Sunday, March 14, 2010

What do I know from global warming?!

So I had an idea that I am not going to fully flesh out because I have a lot of reading to do. I was reading a paper by Bob Axelrod "The Dissemination of Culture" Journal of Conflict Resolution, 1997. The article uses Agent Based Modeling to demonstrate that if you have a lot of little cultural blocs, each distinguished by five characteristics, if two of those blocs have common elements and one bloc is allowed to mutate to be like its neighbor you quickly get a few (1-3) dominant cultural regions.

I think this model helps explain why the frum world takes issue with global warming. It is strange, right? What do frum people care about global warming? My hypothesis is that the frum world has become very similar to the liberal elite over the past half century. Not just the MO, but also the Monsey crowd go to fancy law schools, buy Beamers and fancy clothes and drink good scotch and wines. Because of these similarities it risks being imbibed by the liberal American cultural region. In a move to reduce the number of sites that it shares with this cultural region it has strategically altered its character--regarding issues with which it has no intrinsic fight--in order to better ensure that it cannot be swallowed. Instead it makes itself more similar to the less well educated and Evangelical communities with which there is very little likelihood that any real assimilation will occur.

(Social) Science!

Monday, March 01, 2010

Happy Shushan Purim


I'm sure most of you have already seen this photo, but just in case you haven't....
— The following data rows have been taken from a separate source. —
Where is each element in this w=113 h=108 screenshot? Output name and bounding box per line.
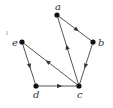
edge-c-a [57, 15, 79, 86]
arrowhead-icon [73, 27, 78, 32]
node-label-a: a [55, 1, 61, 12]
node-d [33, 83, 38, 88]
arrowhead-icon [27, 63, 31, 68]
node-label-d: d [33, 89, 39, 100]
arrows-group [27, 27, 88, 89]
node-label-b: b [98, 37, 104, 48]
node-c [76, 83, 81, 88]
node-label-e: e [12, 37, 18, 48]
node-label-c: c [77, 89, 83, 100]
node-a [54, 12, 59, 17]
arrowhead-icon [66, 45, 70, 50]
directed-graph: abcde ı [0, 0, 113, 108]
arrowhead-icon [57, 84, 62, 88]
edges-group [22, 15, 93, 86]
nodes-group [19, 12, 95, 88]
stray-mark: ı [6, 29, 9, 37]
node-e [19, 39, 24, 44]
arrowhead-icon [84, 63, 88, 68]
node-b [90, 39, 95, 44]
Tuesday, February 23, 2010

Why Germany?

Germany currently has 21 medals to the U.S.'s 25. Pretty good for a country that is roughly 1/4 the size of the U.S. This isn't a fluke either. Germany had a combined 33 medals in the winter games in '88 and has not gotten fewer than 22 in any winter olympic since. I wonder if it has something to do with the historical communist influence. The olympics offered bragging rights for the Free and Communist World. Communist countries were renowned for the resources they would devote to the games. To that end, East Germany always received more medals than did West Germany. When the wall fell Germany was reunited, but the institutions that trained top athletes were able to persist because of the relative affluence of the country. Impoverished Russia, on the other hand was not able to maintain their olympic training organizations and as a result their medal count has diminished. That is why (according this speculative theory, anyway) Germany has been so dominant in the winter olympics.

As for Norway, I got nothing.

Wednesday, February 10, 2010

New Stuffs

The Oatmeal and Toothpaste 4 Dinner on sidebar. They are funny, if odd.

Tuesday, January 19, 2010

Principled Disinterest

I am confused. I got an email Friday from a member of the minyan asking us to "do a mitzvah" before shabbes and support his son's charity that is in the running to receive a grant through the Chase Community Giving project. My sense is, however, that there are lots of really worthy charities out there, and it is rather difficult for me to assess that one is more deserving than another. Furthermore, the money has already been allocated, so my vote won't increase the funds given to charity, only affect the recipient. What then is my ethical incentive for participating?

This seems to be a perfect instance where a specialist might well be a better arbiter than the demos.
UPDATE: If you were to, ex ante, choose between giving microloans to the developing world or find innovative ways to remind women to perform self-exams on their breasts, which would it be? I suspected as much; 14,000 for breasts and 8,000 for microloans. So this is not a question worthy-ness, breast cancer kills more than 40,000 of women every year. But it is unclear that self-exams go very far to prevent those deaths, whereas microfinance won a Nobel Prize for saving the world. I just don't think people are very good at prioritizing when there are no constraints on their decisions.